Never retry fraud-blocked accounts

Retrying a fraud-blocked account does not recover the subscriber. It increases the issuer's fraud score for that account and reduces the probability of future successful billing. The correct action is notification and payment method update, not retry. This is the clearest example of a retry strategy that actively makes billthrough worse over time.

04

Measure recovery rate by category, not overall

An overall retry recovery rate of 30% obscures everything important. Insufficient funds may recover at 55%. Fraud blocks recover at 0%. Generic errors may recover at 25% with good timing or 8% with bad timing.
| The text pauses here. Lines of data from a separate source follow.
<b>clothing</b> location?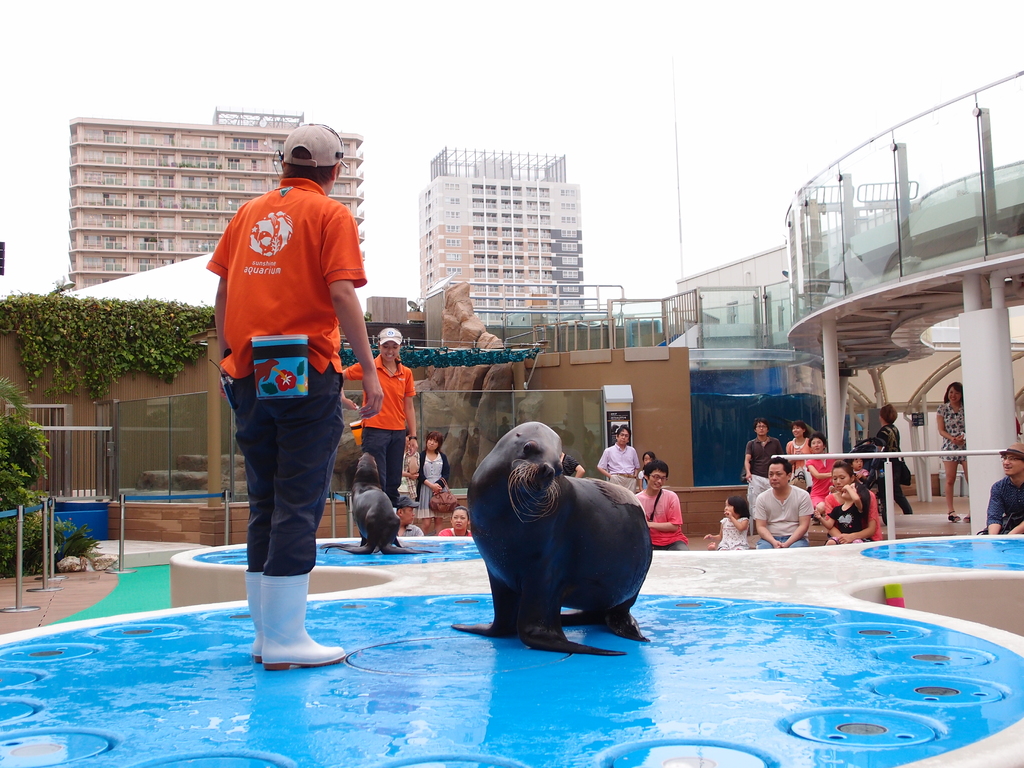
[739,436,787,516]
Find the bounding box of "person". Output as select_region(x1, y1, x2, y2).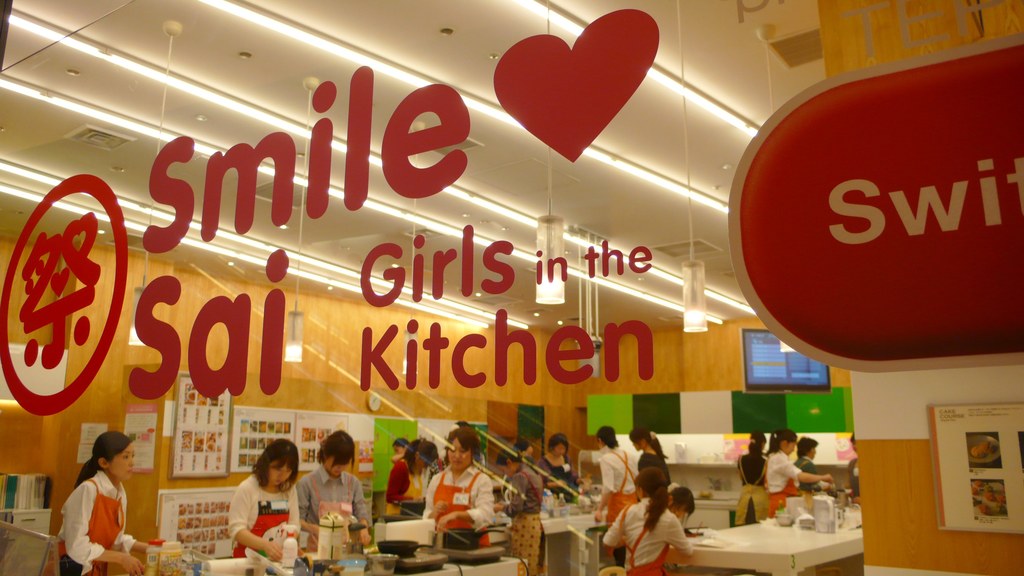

The metric that drives optimization decisions is recovery rate by category and by retry attempt number — not the blended rate that appears on most dashboards.

05

Carrier billing requires its own taxonomy branch

Carrier billing declines do not map cleanly to card taxonomy. Spend limits, network timeouts, and operator policy changes are the primary drivers and none of them behave like card decline codes. Markets with meaningful carrier billing volume — SE Asia, LATAM, parts of Europe — need a parallel taxonomy with different retry rules, different timing, and different escalation paths.